OUR VIEW: ‘A significant accomplishment’ for Siskiyou Mountain Club (copy)

Published 6:00 am Saturday, June 3, 2023

our view

In 2009, Gabe Howe and his wife, Jillian Stokes, were on their honeymoon in Greece when they made a decision that set the course for their life together and changed the landscape of Southern Oregon — literally.

“Over drinks on a balcony in Greece … we decided we were going to rebuild a route that went from one end of the 180,000-acre (Kalmiopsis) wilderness to the other,” Howe wrote in an essay in 2019.

It took them and the volunteers they persuaded to join them about five years to clear the trans-Kalmiopsis route. That accomplishment came to mind last week when six members of the Siskiyou Mountain Club — the organization Gabe and Jillian formed — embarked on an annual trail-clearing hike along the 27-mile route they resurrected with hand tools from the devastation of the Biscuit Fire. That’s the thing about trail-clearing. You have to keep doing it, year after year, to keep those corridors open.

Since its birth, the Siskiyou Mountain Club has assembled a catalog of work that should make members proud. In addition to clearing routes through the Kalmiopsis, it has reopened and maintained trails in the Siskiyou, Red Buttes, Sky Lakes and Wild Rogue wilderness areas.

The club now has an annual budget of about $600,000, with roughly half of that coming from contracts with the U.S. Forest Service and the rest from donations, investments and merchandise sales at the club’s outdoors store in Ashland, where hikers can buy first-rate maps produced by the club.

In addition, the club runs an internship program that puts college students into the forest during the summers. The interns work a summer from their backpacks in some of the most remote and rugged wilderness areas in the Pacific Northwest. “They load their backpacks up with eight days of food and supplies and pack up to 20 miles into project sites where they work to restore historic trails fading from America’s great backcountry,” says the club’s website.

Club staff members and volunteers currently help maintain about a third of the trails in the Rogue River-Siskiyou National Forest, including the Rogue River National Recreation Trail downriver from Galice, the Illinois River Trail downriver from Selma and the Upper Rogue River Trail upriver from Prospect.

Virginia Gibbons, USFS spokesperson, told Rogue Valley Times reporter Shaun Hall that the work of the club has been pivotal.

She said the club had to cut through burned, downed trees in the Kalmiopsis that had fallen across trails in a haphazard pattern that she called “jackstraw.”

“It was a tremendous amount of work,” she said. “It was a significant accomplishment. If we hadn’t partnered with them, my guess is those trails would not be open today.”

While other community groups and volunteer organizations help maintain trails across the forest, the Siskiyou Mountain Club is the primary group doing such work, Gibbons said.

“They have had a broad influence over the forest,” Gibbons said. “They have been working hard for years on this forest.”

“People worked hard before us to build those trails,” Howe said, adding that the work of the club honors trail builders of the past, including the Depression-era Civilian Conservation Corps.

The trail builders of the future will be tipping their hats to Howe and members of the Siskiyou Mountain Club.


◆ TASK BRIEF:
Each line with the string "clock" is to be copied from the records below.
----------
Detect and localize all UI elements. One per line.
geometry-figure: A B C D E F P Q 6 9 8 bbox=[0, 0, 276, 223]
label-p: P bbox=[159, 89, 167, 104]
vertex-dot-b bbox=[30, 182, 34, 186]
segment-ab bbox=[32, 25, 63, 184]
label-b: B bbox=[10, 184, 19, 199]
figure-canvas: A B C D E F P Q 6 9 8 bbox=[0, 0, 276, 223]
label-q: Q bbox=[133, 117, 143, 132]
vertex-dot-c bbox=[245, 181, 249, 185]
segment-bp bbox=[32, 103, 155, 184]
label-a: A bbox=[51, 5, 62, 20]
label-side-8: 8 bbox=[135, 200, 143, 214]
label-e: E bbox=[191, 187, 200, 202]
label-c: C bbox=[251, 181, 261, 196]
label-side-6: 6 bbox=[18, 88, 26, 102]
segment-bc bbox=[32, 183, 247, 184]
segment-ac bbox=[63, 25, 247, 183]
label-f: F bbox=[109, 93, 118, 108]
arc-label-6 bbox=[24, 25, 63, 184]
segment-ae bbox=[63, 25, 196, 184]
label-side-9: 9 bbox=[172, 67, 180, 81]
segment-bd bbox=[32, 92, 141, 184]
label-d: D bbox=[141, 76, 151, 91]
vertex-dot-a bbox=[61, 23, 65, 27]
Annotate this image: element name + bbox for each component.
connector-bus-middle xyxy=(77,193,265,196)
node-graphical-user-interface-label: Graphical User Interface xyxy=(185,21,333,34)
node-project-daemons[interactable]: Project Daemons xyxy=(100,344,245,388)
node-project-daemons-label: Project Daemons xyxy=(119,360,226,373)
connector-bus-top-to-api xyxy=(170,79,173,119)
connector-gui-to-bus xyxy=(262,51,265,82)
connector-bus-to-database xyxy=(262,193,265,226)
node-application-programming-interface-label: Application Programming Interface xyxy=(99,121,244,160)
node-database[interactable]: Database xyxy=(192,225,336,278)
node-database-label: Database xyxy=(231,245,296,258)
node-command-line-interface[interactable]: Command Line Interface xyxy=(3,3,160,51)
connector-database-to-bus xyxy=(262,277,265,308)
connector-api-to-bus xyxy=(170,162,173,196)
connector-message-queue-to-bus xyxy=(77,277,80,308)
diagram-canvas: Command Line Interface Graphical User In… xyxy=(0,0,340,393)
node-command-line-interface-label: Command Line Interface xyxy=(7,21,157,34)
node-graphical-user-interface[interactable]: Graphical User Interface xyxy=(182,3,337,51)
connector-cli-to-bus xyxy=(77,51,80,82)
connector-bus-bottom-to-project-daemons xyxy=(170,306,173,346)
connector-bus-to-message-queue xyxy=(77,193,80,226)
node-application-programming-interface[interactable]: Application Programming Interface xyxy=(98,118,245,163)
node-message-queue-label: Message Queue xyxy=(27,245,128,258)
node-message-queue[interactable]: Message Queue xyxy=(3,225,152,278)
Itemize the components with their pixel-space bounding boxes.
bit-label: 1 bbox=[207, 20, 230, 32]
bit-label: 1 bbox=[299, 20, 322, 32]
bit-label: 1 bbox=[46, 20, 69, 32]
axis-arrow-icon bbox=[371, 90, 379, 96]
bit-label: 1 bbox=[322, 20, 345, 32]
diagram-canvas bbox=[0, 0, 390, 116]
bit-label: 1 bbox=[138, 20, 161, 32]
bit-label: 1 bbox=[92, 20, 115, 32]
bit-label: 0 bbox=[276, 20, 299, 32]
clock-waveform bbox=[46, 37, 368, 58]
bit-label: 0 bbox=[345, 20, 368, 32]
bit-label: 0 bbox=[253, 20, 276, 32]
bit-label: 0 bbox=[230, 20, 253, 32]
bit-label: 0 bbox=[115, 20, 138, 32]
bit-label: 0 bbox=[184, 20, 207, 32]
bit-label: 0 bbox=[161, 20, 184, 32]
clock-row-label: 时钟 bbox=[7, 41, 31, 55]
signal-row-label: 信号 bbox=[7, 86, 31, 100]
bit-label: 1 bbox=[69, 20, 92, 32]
----------
◆ RESPONSE:
clock-waveform bbox=[46, 37, 368, 58]
clock-row-label: 时钟 bbox=[7, 41, 31, 55]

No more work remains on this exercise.